The flat is furnished in diamond merchant luxe. Diamond merchants
have a certain vision of the good life. It is not exactly vulgar, because these diamond merchants are mostly Jains: reticent, sober, vegetarian, teetotaling, and monogamous in their personal lives. They will be seen at a party, if they go to parties at all, holding glasses of Coke and wearing white shirts and dark trousers. They do not have mistresses, they stay married to their wives all their lives, and they are good to their children. But a certain extravagance might manifest itself in the furniture they choose. So the furniture in my flat erupts upon the eyes like a weather phenomenon. An enormous porcelain lamp dominates the living room, engraved with three semi-nude Greek nymphs frolicking, each one with a hand cupping one breast of the nymph immediately proximate to her, their heads shaded by a shower of illuminated crystal leaves. The glass dining table, which is interleaved with real gold ornamentation, is flanked by two more lamps, one a giant yellow pear and the other a giant pink strawberry, which, when a switch is flicked on, shine from within with fructous life. A chandelier with pink leaves looms over our heads when we sit on sofas upholstered in bright red, with golden tasseled ropes hanging from them, which my children promptly yank off. The master bedroom continues in this arboreal vein, with a pair of golden branches on the ceiling whose giant leaves shield 100-watt bulbs; vines run up and down the closet doors, painted in a vivid shade of green. Throw open a closet door and your vision will be flooded by a cascading waterfall painted on the inside. Across the giant mirror, a sun with one eye open casts its tendrils across the glass. The mirror in the other bedroom explodes in a galaxy of blue stars; glass stained with blue, red, and green waves covers the small windows. The furniture makes a terrifying din, all day and all night.

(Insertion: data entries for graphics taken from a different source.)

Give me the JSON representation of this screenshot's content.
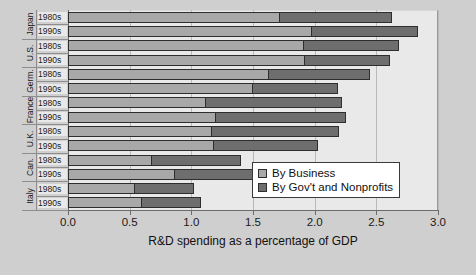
{
  "chart_data": {
    "type": "bar",
    "orientation": "horizontal",
    "stacked": true,
    "title": "",
    "xlabel": "R&D spending as a percentage of GDP",
    "ylabel": "",
    "xlim": [
      0.0,
      3.0
    ],
    "xticks": [
      "0.0",
      "0.5",
      "1.0",
      "1.5",
      "2.0",
      "2.5",
      "3.0"
    ],
    "xtick_values": [
      0.0,
      0.5,
      1.0,
      1.5,
      2.0,
      2.5,
      3.0
    ],
    "grid": true,
    "grid_axis": "x",
    "legend_position": "bottom-right",
    "series": [
      {
        "name": "By Business",
        "color": "#a8a8a8",
        "values": [
          1.72,
          1.98,
          1.91,
          1.92,
          1.63,
          1.5,
          1.12,
          1.2,
          1.17,
          1.18,
          0.68,
          0.87,
          0.54,
          0.6
        ]
      },
      {
        "name": "By Gov't and Nonprofits",
        "color": "#6e6e6e",
        "values": [
          0.91,
          0.86,
          0.77,
          0.69,
          0.82,
          0.69,
          1.1,
          1.05,
          1.03,
          0.85,
          0.72,
          0.73,
          0.48,
          0.48
        ]
      }
    ],
    "categories": [
      "Japan 1980s",
      "Japan 1990s",
      "U.S. 1980s",
      "U.S. 1990s",
      "Germ. 1980s",
      "Germ. 1990s",
      "France 1980s",
      "France 1990s",
      "U.K. 1980s",
      "U.K. 1990s",
      "Can. 1980s",
      "Can. 1990s",
      "Italy 1980s",
      "Italy 1990s"
    ],
    "totals": [
      2.63,
      2.84,
      2.68,
      2.61,
      2.45,
      2.19,
      2.22,
      2.25,
      2.2,
      2.03,
      1.4,
      1.6,
      1.02,
      1.08
    ],
    "countries": [
      {
        "name": "Japan",
        "decades": [
          "1980s",
          "1990s"
        ]
      },
      {
        "name": "U.S.",
        "decades": [
          "1980s",
          "1990s"
        ]
      },
      {
        "name": "Germ.",
        "decades": [
          "1980s",
          "1990s"
        ]
      },
      {
        "name": "France",
        "decades": [
          "1980s",
          "1990s"
        ]
      },
      {
        "name": "U.K.",
        "decades": [
          "1980s",
          "1990s"
        ]
      },
      {
        "name": "Can.",
        "decades": [
          "1980s",
          "1990s"
        ]
      },
      {
        "name": "Italy",
        "decades": [
          "1980s",
          "1990s"
        ]
      }
    ]
  },
  "legend": {
    "items": [
      {
        "label": "By Business",
        "color": "#a8a8a8"
      },
      {
        "label": "By Gov't and Nonprofits",
        "color": "#6e6e6e"
      }
    ]
  },
  "colors": {
    "figure_background": "#cfcfcf",
    "plot_background": "#e9e9e9",
    "business": "#a8a8a8",
    "government": "#6e6e6e",
    "gridline": "#b9b9b9",
    "axis": "#6b6b6b",
    "text": "#1a1a1a"
  }
}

The house takes shape, slowly. The owners have not removed all their belongings. The flat’s closets yield many gods, Jain and Hindu. We put them away in the drawers. We put our own up on one shelf of the study. We remove, over the objections of our landlord, the pink chandelier and the Greek lamp. He is wounded when we tell him about the lamp. “When you took down the chandelier I didn’t say anything, but when you removed the statue, that I didn’t like.” I hasten to assure him that it is not his taste I am questioning; rather, I am protecting the masterpiece from the evil designs of my young children.

Every day the flat gets cleaned and scrubbed. We learn the caste system of the servants: the live-in maid won’t clean the floors; that is for the “free
servant” to do; neither of them will do the bathrooms, which are the exclusive domain of a bhangi, who does nothing else. The driver won’t wash the car; that is the monopoly of the building watchman. The flat ends up swarming with servants. We wake up at six every morning to garbage, when the garbage lady comes to collect the previous day’s refuse. From then on, the doorbell rings continuously all through the day: milkman, paperboy, knife sharpener, waste-paper-and-bottle buyer, massagewali, cable man. All the services of the world, brought to my door, too early in the morning.